The Separation Wall sits at eight metres tall in places, more than twice the height of the Berlin Wall. In Palestinian cities such as Bethlehem, Qalqilya, and Abu Dis the Wall looms over the local population who have spray-painted words and images alluding to comparisons between apartheid in South Africa and the current situation in the occupied West Bank.
Ten years ago on July 9, the International Court of Justice (ICJ) called for the Wall to be dismantled and labelled it illegal due to the overwhelming economic and social problems it caused for Palestinians. Today the Wall still stands.
Built by Israel under the pretence of security 12 years ago, the barrier was regarded by the ICJ as disproportionate in regards to Israel’s security needs, and a form of collective punishment against the whole Palestinian population in the occupied West Bank.
Snaking through the occupied West Bank, the Wall cuts off villages and people from their own land, and often splits communities in two. Because of the way the Wall weaves in and out, the barrier currently stands at over 700 kilometres long, twice the length of the Green Line, the 1949 ceasefire line that is regarded by many international organisations as the unofficial border between Israel and the occupied West Bank. Eighty-five per cent of the Wall’s route is located within the occupied West Bank.
In Bethlehem, the Wall has severely affected life for many. One Bethlehem family in particular has felt the brunt of the towering structure’s control. The life of the Anastas family was changed drastically when the Wall went up, dividing the Anastas’ from Rachel’s Tomb, which sits directly on the other side of the barrier.
In 2003, two weeks before Christmas, the Wall went up around Claire Anastas’ home within hours.
“They put the Wall around us in one day. I was alone here with my mother-in-law, and we were crying, and we couldn’t do anything,” Anastas said. “Who cares about civilians here? Nobody.”
The house now sits in an enclave of the Wall, surrounded on three sides. Anastas owns a tourist gift shop on the ground floor of the family home, which now gets little to no business. The Wall was built around 10 meters in front of Anastas’ building, and while the building sits on what used to be a busy main road, it has been an abandoned dead end for the past decade. The family are currently in heavy debt due to lack of income.
The Wall has not only affected the Anastas’ income, but also their freedom of movement and everyday life. When the structure went up, some of the Anastas’ family members ended up on the west side of the Wall, cutting them off from family who used to be neighbours. The proximity of the house to the Wall, and the height of the building, has also caused complications. The roof of the Anastas’ house is considered by Israel to be a security threat, and the family must get permission to go onto their own roof. Soldiers frequently occupy her house, using the roof as a vantage point for military operations into the nearby Aida Refugee Camp.
“We are still asking where are the internationals, where are the leaders who work for human rights – they write this title in their organisation’s name,” Anastas said. “Where are they?”
John Dugard, a professor of international law and a former ICJ judge, says even though the ICJ ruled against the barrier, the politics surrounding the United Nations means that their ruling is, in effect, completely impotent.
“The international community lacks the will to enforce opinion. The Security Council, because of the USA, has refused to endorse it. The Quartet has never endorsed it either, and the General Assembly has forgotten about it,” Dugard said. “The Palestinian Authority, under Abbas, is not really interested in invoking international law to support the Palestinian cause, and most states and most people, don’t give a damn.”
The path of the Wall itself annexes historical farmland from small Palestinian communities across the West Bank, in effect granting that land to illegal Israeli settlements that, with the creation of the structure, now lie on the west side of the Wall. Olive groves and other farming fields owned by Palestinian families for generations have been uprooted and seized.
In 2012, the village of Bil’in in the central West Bank managed to convince Israel to have the Wall taken down and moved several hundred metres west. The partial success allowed the village to reclaim a third of its annexed farmland, a victory unique to the village.
Still, much of the village’s land continues to lie on the other side of the Wall, and the village’s weekly Friday protests against the structure are regularly suppressed by the Israeli army through tear gas, rubber bullets and other crowd dispersal means.
“The bulldozer destroyed our land and our trees and took them when they built this Wall,” a member of the Burnat family in Bil’in told MEMO. “And Israel wants me to throw the army flowers.”
While the village’s protests produced an early victory, Burnat said he sees no end in sight for the towering structure that hems his village.
Despite the ICJ ruling 10 years ago, which stipulated the Wall was an illegal structure, it remains in place with no indication from Israel that it will abide by the court’s ruling in the near future. Professor Dugard remains adamant of the Wall’s illegality, and the form of control it is currently a part of.
“The Wall is illegal because it violates norms of international humanitarian law and human rights law. Israel is practicing a form of apartheid in the occupied Palestinian territories. And the Wall emphasises this.”
The views expressed in this article belong to the author and do not necessarily reflect the editorial policy of Middle East Monitor.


### [Task details]
An exact copy of the listing below is the answer, with the pictures removed.

== Segment start ==

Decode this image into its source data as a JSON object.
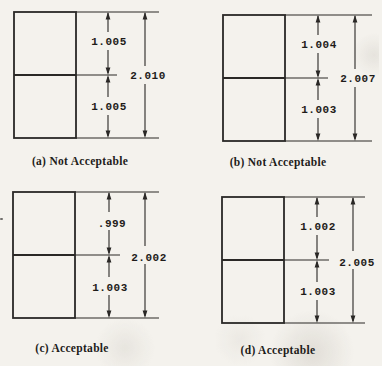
{
  "figure": {
    "colors": {
      "paper": "#f4f2ed",
      "ink": "#2a2826",
      "text": "#1e1c1a"
    },
    "panels": [
      {
        "key": "a",
        "caption": "(a) Not Acceptable",
        "upper_dim": "1.005",
        "lower_dim": "1.005",
        "overall_dim": "2.010"
      },
      {
        "key": "b",
        "caption": "(b) Not Acceptable",
        "upper_dim": "1.004",
        "lower_dim": "1.003",
        "overall_dim": "2.007"
      },
      {
        "key": "c",
        "caption": "(c) Acceptable",
        "upper_dim": ".999",
        "lower_dim": "1.003",
        "overall_dim": "2.002"
      },
      {
        "key": "d",
        "caption": "(d) Acceptable",
        "upper_dim": "1.002",
        "lower_dim": "1.003",
        "overall_dim": "2.005"
      }
    ]
  }
}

== Segment end ==

### [Answer to the exercise]
Decode this image into its source data as a JSON object.
{
  "figure": {
    "colors": {
      "paper": "#f4f2ed",
      "ink": "#2a2826",
      "text": "#1e1c1a"
    },
    "panels": [
      {
        "key": "a",
        "caption": "(a) Not Acceptable",
        "upper_dim": "1.005",
        "lower_dim": "1.005",
        "overall_dim": "2.010"
      },
      {
        "key": "b",
        "caption": "(b) Not Acceptable",
        "upper_dim": "1.004",
        "lower_dim": "1.003",
        "overall_dim": "2.007"
      },
      {
        "key": "c",
        "caption": "(c) Acceptable",
        "upper_dim": ".999",
        "lower_dim": "1.003",
        "overall_dim": "2.002"
      },
      {
        "key": "d",
        "caption": "(d) Acceptable",
        "upper_dim": "1.002",
        "lower_dim": "1.003",
        "overall_dim": "2.005"
      }
    ]
  }
}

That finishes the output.